Applications running in IBM Cloud can be bound to your IBM Cloud® Databases for etcd deployment.

Connecting a Kubernetes Service application

There are two steps to connecting a Cloud databases deployment to a Kubernetes Service application. First, your deployment needs a to be bound to your cluster and its connection strings that are stored in a secret. The second step is configuring your application to use the connection strings.

The sample app in the Connecting a Kubernetes Service Tutorial provides a sample application that uses Node.js and demonstrates how to bind the sample application to a Cloud Databases deployment.

Before connecting your Kubernetes Service application to a deployment, make sure that the deployment and cluster are both in the same region and resource group.

Binding your deployment

Public Endpoints - If you are using the default public service endpoint to connect to your deployment, you can run the cluster service bind command with your cluster name, the resource group and your deployment name.

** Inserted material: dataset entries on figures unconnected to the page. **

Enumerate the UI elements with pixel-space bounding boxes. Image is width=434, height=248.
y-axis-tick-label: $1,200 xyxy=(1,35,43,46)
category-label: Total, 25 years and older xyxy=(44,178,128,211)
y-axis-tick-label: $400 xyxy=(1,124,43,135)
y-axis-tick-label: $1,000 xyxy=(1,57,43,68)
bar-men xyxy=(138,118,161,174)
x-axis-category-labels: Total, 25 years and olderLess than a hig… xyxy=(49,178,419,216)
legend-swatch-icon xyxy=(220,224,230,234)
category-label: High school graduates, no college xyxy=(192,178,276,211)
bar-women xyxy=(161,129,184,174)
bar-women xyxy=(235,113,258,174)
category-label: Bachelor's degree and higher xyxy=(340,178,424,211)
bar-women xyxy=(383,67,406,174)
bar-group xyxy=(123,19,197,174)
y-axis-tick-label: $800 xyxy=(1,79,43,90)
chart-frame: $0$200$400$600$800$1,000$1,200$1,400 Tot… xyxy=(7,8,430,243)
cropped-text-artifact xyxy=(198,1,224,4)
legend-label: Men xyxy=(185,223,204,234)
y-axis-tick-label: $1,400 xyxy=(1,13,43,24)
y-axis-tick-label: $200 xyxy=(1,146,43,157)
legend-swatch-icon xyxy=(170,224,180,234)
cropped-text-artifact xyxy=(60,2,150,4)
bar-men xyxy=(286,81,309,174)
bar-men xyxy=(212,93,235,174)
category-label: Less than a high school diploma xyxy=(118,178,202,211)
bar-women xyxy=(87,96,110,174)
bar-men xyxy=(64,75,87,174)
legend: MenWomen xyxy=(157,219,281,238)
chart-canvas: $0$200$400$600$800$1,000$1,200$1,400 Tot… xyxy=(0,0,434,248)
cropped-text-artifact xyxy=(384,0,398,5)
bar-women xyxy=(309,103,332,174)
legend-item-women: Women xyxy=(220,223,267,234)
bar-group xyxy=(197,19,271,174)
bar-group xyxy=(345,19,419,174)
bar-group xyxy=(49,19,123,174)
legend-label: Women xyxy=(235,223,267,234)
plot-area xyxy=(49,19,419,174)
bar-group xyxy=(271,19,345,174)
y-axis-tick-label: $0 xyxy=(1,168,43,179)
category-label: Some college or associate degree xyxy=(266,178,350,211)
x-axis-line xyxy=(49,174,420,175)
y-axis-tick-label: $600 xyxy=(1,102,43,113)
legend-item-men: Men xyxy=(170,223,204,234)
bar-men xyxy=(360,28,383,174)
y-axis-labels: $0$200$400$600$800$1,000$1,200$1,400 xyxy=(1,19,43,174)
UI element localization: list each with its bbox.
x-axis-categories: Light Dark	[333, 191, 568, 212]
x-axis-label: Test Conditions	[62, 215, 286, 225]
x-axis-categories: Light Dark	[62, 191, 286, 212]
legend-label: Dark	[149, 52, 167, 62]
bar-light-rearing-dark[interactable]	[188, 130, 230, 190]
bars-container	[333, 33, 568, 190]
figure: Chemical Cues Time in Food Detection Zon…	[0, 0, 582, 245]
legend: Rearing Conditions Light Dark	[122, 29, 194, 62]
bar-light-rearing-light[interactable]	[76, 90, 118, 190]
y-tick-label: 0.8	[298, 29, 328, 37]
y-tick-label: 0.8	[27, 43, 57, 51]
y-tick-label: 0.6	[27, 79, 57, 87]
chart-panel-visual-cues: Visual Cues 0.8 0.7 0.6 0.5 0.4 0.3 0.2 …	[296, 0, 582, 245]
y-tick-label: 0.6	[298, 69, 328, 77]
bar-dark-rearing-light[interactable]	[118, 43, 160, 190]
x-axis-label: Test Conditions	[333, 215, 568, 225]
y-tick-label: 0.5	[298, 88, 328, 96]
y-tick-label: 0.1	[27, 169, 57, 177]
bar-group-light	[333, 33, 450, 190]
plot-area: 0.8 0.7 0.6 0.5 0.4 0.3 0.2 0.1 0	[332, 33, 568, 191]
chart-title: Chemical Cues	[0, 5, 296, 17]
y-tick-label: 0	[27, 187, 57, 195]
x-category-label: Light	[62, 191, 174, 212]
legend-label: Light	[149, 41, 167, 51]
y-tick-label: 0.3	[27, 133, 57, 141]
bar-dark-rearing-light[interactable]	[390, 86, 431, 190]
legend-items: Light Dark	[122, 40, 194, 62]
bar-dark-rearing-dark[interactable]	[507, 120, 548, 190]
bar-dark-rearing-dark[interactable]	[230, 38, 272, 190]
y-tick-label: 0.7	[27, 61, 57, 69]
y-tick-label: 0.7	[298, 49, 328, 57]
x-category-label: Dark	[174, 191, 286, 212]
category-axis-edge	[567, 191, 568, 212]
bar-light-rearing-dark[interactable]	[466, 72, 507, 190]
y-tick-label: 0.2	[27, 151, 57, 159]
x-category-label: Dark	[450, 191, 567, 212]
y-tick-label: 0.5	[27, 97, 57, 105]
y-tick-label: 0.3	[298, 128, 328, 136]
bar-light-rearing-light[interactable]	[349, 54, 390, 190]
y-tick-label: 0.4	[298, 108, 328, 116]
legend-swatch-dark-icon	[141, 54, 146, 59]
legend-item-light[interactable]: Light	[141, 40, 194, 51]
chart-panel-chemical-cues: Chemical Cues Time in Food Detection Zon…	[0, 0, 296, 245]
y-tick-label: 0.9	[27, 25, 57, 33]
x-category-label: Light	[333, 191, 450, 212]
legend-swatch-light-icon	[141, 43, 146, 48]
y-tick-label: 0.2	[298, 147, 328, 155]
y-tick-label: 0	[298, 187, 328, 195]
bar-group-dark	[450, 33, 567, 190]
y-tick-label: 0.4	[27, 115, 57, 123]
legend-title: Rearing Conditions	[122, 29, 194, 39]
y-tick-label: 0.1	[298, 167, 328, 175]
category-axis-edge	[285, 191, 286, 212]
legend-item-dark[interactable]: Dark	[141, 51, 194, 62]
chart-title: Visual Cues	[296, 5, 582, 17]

ibmcloud ks cluster service bind <your_cluster_name> <resource_group> <your_database_deployment>

OR
Private Endpoints - If you want to use a private endpoint (if one is enabled on your deployment), then first you need to create a service key for your database so Kubernetes can use it when binding to the database.

ibmcloud resource service-key-create <your-private-key> --instance-name <your_database_deployment> --service-endpoint private  

The private service endpoint is selected with --service-endpoint private. After that, you bind the database to the Kubernetes cluster through the private endpoint with the cluster service bind command.

ibmcloud ks cluster service bind <your_cluster_name> <resource_group> <your_database_deployment> --key <your-private-key>

Verify - Verify that the Kubernetes secret was created in your cluster namespace. Running the following command, you get the API key for accessing the instance of your deployment that's provisioned in your account.

kubectl get secrets --namespace=default

More information on binding services is found in the Kubernetes Service documentation.

Configuring in your Kubernetes app

When you bind your application to Kubernetes Service, it creates an environment variable from the cluster's secrets. Your deployment's connection information lives in BINDING as a JSON object. Load and parse the JSON object into your application to retrieve the information your application's driver needs to make a connection to the database.

The Connection Strings page contains a reference of the JSON fields.